Compiled by CL Young, Colorado Review Associate Editor
This week, the Colorado Review and CSU poetry communities offer a list of some of the poems we return to when we need strength, reassurance, grounding, and reminders of beauty and empathy.
Dan Beachy-Quick, Book Review Editor (poetry) & Associate Professor of Creative Writing:
Gerard Manley Hopkins, “Peace”
Camille Dungy, Professor of Creative Writing:
Lucille Clifton, “won’t you celebrate with me”
I sent this poem to a number of my friends in the days after the election. It is so important to me as a communication of strength and resilience.
Ross Gay, “To the Fig Tree on 9th and Christian”
Right now I’m really drawn to this poem because it shows the potential for nourishing community even through our differences.
Emma Hyche, MFA student:
Aracelis Girmay, “Elegy”
I only came across this poem a few days ago, but it’s been echoing around my brain constantly since then. The best way I can describe the last quatrain is that it feels like a punch in the stomach and a kiss on the forehead at once.
Katherine Indermaur, Assistant Managing Editor & MFA student:
Rumi, “The Guest House”
This poem is one my grandmother shared with my uncle when he was going through a divorce, and my uncle shared it again at my grandmother’s funeral. It is one I return to in times of trouble and grief.
Wendell Berry, “Manifesto: The Mad Farmer Liberation Front”
This poem is a wonderful, emotional appeal to all modern Americans.

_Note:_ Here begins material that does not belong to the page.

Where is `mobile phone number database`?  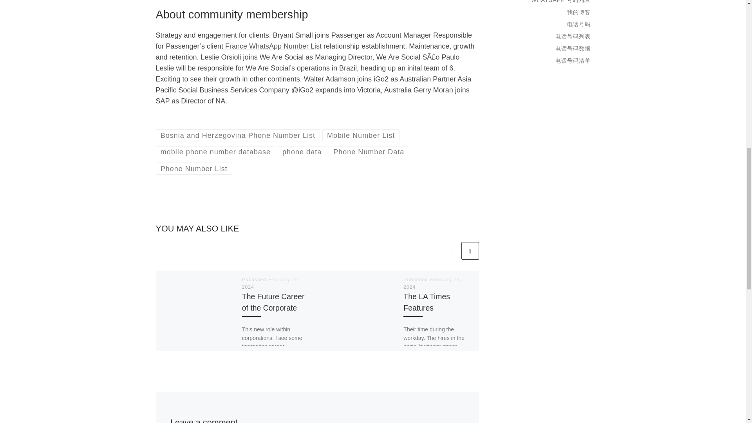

Denise Jarrott, Associate Editor & MFA student:
Louise Bogan, “Night”
Cole Konopka, Associate Editor & MFA student:
George Oppen, “Of Being Numerous”
I’ve returned to this poem again and again during troubled times for its ability to help me ground myself in a world that is still real despite how I feel about it. Specifically the following lines from section 2 speak to this kind of stability I sometimes need:
And the pure joy
Of the mineral fact
Tho it is impenetrable
As the world, if it is matter,
Is impenetrable.
David Mucklow, Associate Editor & MFA student:
Ocean Vuong, “Headfirst”
I turn to this poem because it wrings out my heart, line by line, in a painful but loving way. It makes me think about the love and work of my mother raising me, and of all parents.
Kelly Weber, MFA student:
Emily Dickinson. All of them.
Emily Dickinson’s lyrics speak concisely and quietly to the soul in times of need.

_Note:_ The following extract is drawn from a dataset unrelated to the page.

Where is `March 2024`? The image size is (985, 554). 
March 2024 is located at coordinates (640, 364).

Sarah Wernsing, Academic Success Coordinator & MFA student:
Melanie Almeder, from “Ten Cures: Found Poems”
I like to read this during times of distress because it makes me smile—it’s wry; it allows us to smile at our own rituals and coping mechanisms, at the way we take our small worries so seriously.
Zach Yanowitz, Associate Editor & MFA student:
Paul Celan, “Death Fugue”
Celan because Celan. Sometimes you have to indulge your sorrow and grief.
Ben Kopel, “Iscariot Rising Sutra”
Ben Kopel’s poetry charges me with its generosity and its sincerity. It makes me love everybody whom I love even more than I already do. It makes me want to fight for the things that make us alive in a world that tells us to sit down and shut up.
Cameron Awkward-Rich, “Bad News, Again”
This poem is wrought purely out of empathy. It feels as important as ever. It reminds me how much we matter to each other and how much loveliness there is in a world that feels increasingly dangerous and bad.
CL Young, Associate Editor & MFA student:
Brandon Shimoda, “The Killing Fields”
I return to this poem because no matter how many times I’ve read it, it requires my full attention. Regardless of what my mind is doing when it enters the poem, by the end it has been altered in some way. This poem reminds me that words are capable of such action.
Multiple Authors, “Election Day”
Since last week, I’ve been coming back to this poem over and over again to read it aloud. Twenty-six different voices are joined here. As I read it, I feel the power of each one grow and accumulate and by the end I feel mighty.